Currently, city workers in unions have dues automatically deducted in a process known as "dues checkoff."

The forgotten attachment, which was typed, was changed on the spot. It included the language in current law providing for the "dues checkoff" and also replacement language that said the employee is responsible for paying union dues. Hicks crossed that out and wrote "wording changed to agree with Proposed Petition."

That means the petition application signed by the two sponsors and 13 other voters didn't match the version that was filed, Ennis wrote. Applications for voter initiatives must be backed by two sponsors and 10 voters before the real signature gathering begins. Besides Hicks, other signers included conservative radio host Glenn Biegel and Russ Millette, who was ousted from becoming chairman of the Alaska Republican Party just before he was supposed to take office.

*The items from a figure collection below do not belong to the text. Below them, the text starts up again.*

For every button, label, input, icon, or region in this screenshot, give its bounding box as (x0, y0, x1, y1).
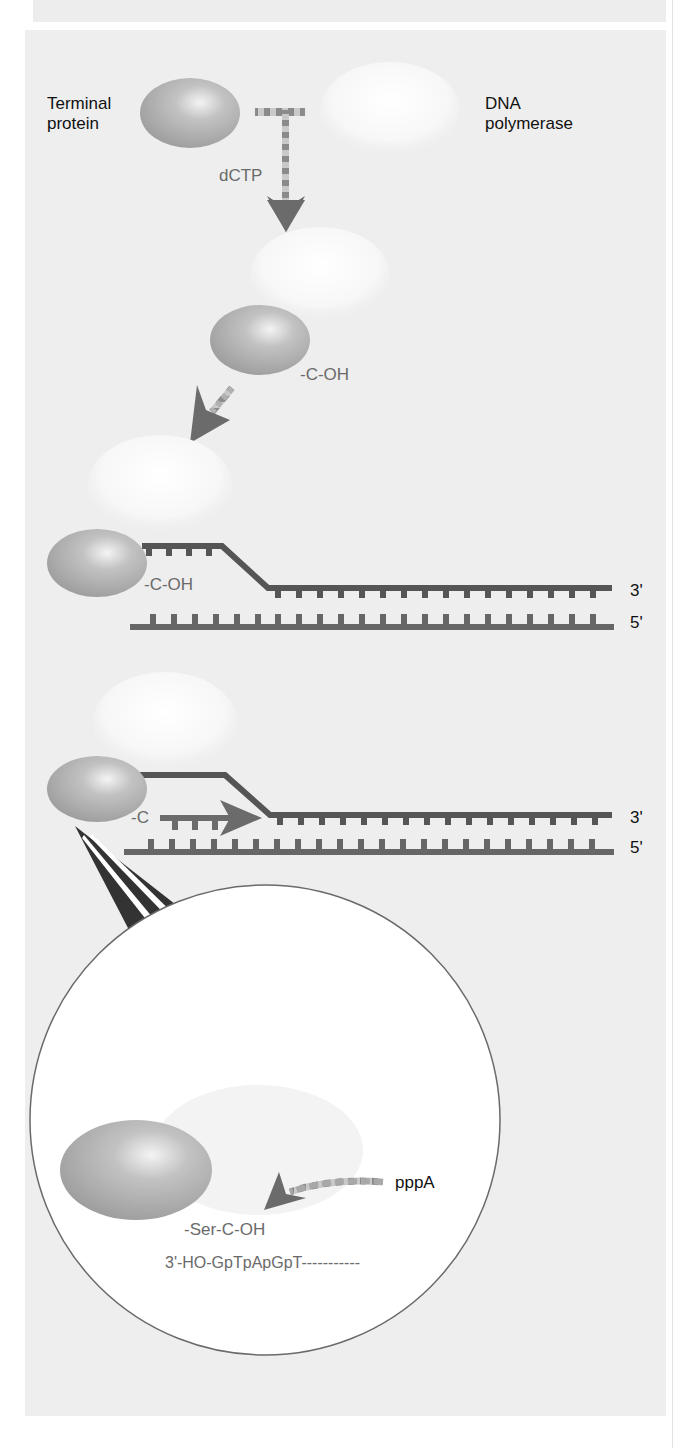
dna-polymerase-shape (320, 62, 460, 158)
dna-bottom-strand (124, 849, 614, 855)
stage2 (190, 227, 390, 443)
c-oh-label: -C-OH (300, 365, 349, 385)
terminal-protein-shape (47, 529, 147, 597)
terminal-protein-shape (60, 1120, 212, 1220)
three-prime-label: 3' (630, 581, 643, 601)
dctp-bar-horizontal (255, 108, 305, 116)
three-prime-label: 3' (630, 808, 643, 828)
sequence-label: 3'-HO-GpTpApGpT----------- (165, 1253, 360, 1273)
c-label: -C (131, 808, 149, 828)
pppa-label: pppA (395, 1173, 435, 1193)
stage3 (47, 435, 614, 630)
dna-top-strand (142, 546, 612, 588)
ser-c-oh-label: -Ser-C-OH (184, 1220, 265, 1240)
terminal-protein-label: Terminal protein (47, 94, 111, 134)
five-prime-label: 5' (630, 838, 643, 858)
dna-polymerase-shape (93, 672, 237, 772)
terminal-protein-shape (140, 78, 240, 148)
replication-diagram (0, 0, 687, 1448)
dna-top-strand (140, 775, 612, 815)
inset-detail (30, 885, 500, 1355)
dctp-bar-vertical (282, 110, 289, 210)
bottom-strand-teeth (150, 614, 596, 624)
bottom-strand-teeth (148, 839, 595, 849)
new-strand (160, 815, 230, 821)
c-oh-label: -C-OH (144, 575, 193, 595)
dna-polymerase-shape (88, 435, 232, 535)
dna-bottom-strand (130, 624, 614, 630)
terminal-protein-shape (210, 305, 310, 375)
dctp-label: dCTP (219, 166, 262, 186)
dna-polymerase-label: DNA polymerase (485, 94, 573, 134)
stage1 (140, 62, 460, 232)
five-prime-label: 5' (630, 613, 643, 633)
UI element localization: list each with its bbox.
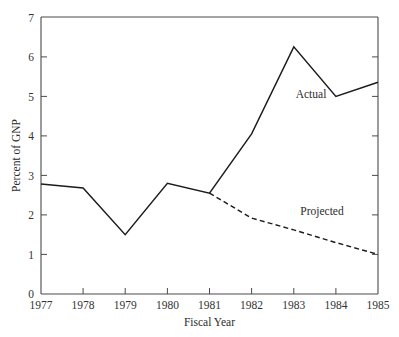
x-tick-label-1981: 1981: [198, 299, 221, 311]
y-tick-label-7: 7: [28, 12, 34, 24]
y-axis-title: Percent of GNP: [10, 119, 22, 192]
x-tick-label-1984: 1984: [324, 299, 347, 311]
chart-figure: 0 1 2 3 4 5 6 7 1977 1978 1979 1980 1981…: [0, 0, 399, 337]
x-tick-label-1977: 1977: [30, 299, 53, 311]
x-tick-label-1983: 1983: [282, 299, 305, 311]
chart-axes: [41, 17, 378, 294]
series-annotation-projected: Projected: [300, 205, 344, 218]
x-tick-label-1978: 1978: [72, 299, 95, 311]
x-axis-title: Fiscal Year: [184, 316, 235, 328]
y-tick-label-3: 3: [28, 170, 34, 182]
y-tick-label-4: 4: [28, 130, 34, 142]
y-axis-tick-labels: 0 1 2 3 4 5 6 7: [28, 12, 34, 301]
line-chart: 0 1 2 3 4 5 6 7 1977 1978 1979 1980 1981…: [0, 0, 399, 337]
x-tick-label-1985: 1985: [367, 299, 390, 311]
y-tick-label-1: 1: [28, 249, 34, 261]
series-annotation-actual: Actual: [296, 88, 327, 100]
x-axis-tick-labels: 1977 1978 1979 1980 1981 1982 1983 1984 …: [30, 299, 390, 311]
x-tick-label-1980: 1980: [156, 299, 179, 311]
y-tick-label-2: 2: [28, 209, 34, 221]
x-tick-label-1982: 1982: [240, 299, 263, 311]
y-tick-label-5: 5: [28, 91, 34, 103]
series-line-projected: [210, 193, 379, 254]
y-tick-label-6: 6: [28, 51, 34, 63]
x-tick-label-1979: 1979: [114, 299, 137, 311]
x-axis-ticks: [83, 288, 336, 294]
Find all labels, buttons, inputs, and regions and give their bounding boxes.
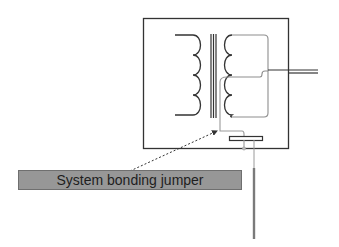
bond-point	[242, 147, 245, 150]
center-tap	[227, 71, 268, 77]
neutral-wire	[220, 77, 244, 136]
callout-label: System bonding jumper	[18, 170, 242, 190]
secondary-winding	[225, 35, 233, 117]
transformer-core	[211, 34, 216, 118]
transformer-diagram	[0, 0, 339, 247]
output-conductors	[268, 70, 318, 73]
secondary-outer-loop	[232, 35, 268, 117]
bonding-bar	[230, 137, 263, 141]
primary-winding	[175, 35, 201, 115]
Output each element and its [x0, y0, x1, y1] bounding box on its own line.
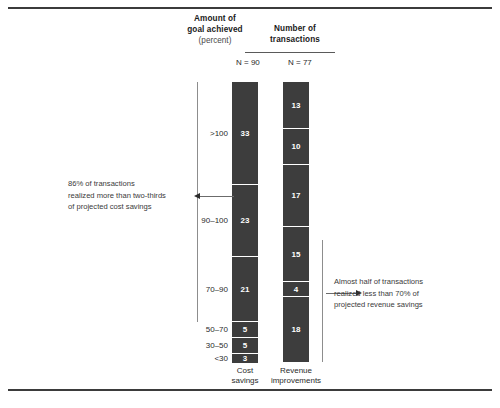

The more substantial flaw in the application concerns the focus on what is essentially an accounting function, Ennis said in an interview. Court rulings have laid out that voter initiatives must concern legislative and policy matters, not narrow administrative ones, she said.

Union leaders weren't sure what to make of the proposal to ban city collection of dues. But if it went before voters and passed, it would complicate the work of unions, said Gerard Asselin, a police patrol sergeant who is president of the Coalition of Municipal Unions.

Hicks acknowledged the filing was sloppily done but said she just changed the attachment to match the petition language.

Her group won't give up, she said.

Reach Lisa Demer at ldemer@adn.com or 257-4390.

By LISA DEMER

ldemer@adn.com

Lisa Demer

Lisa Demer was a longtime reporter for the Anchorage Daily News and Alaska Dispatch News. Among her many assignments, she spent three years based in Bethel as the newspaper's western Alaska correspondent. She left the ADN in 2018.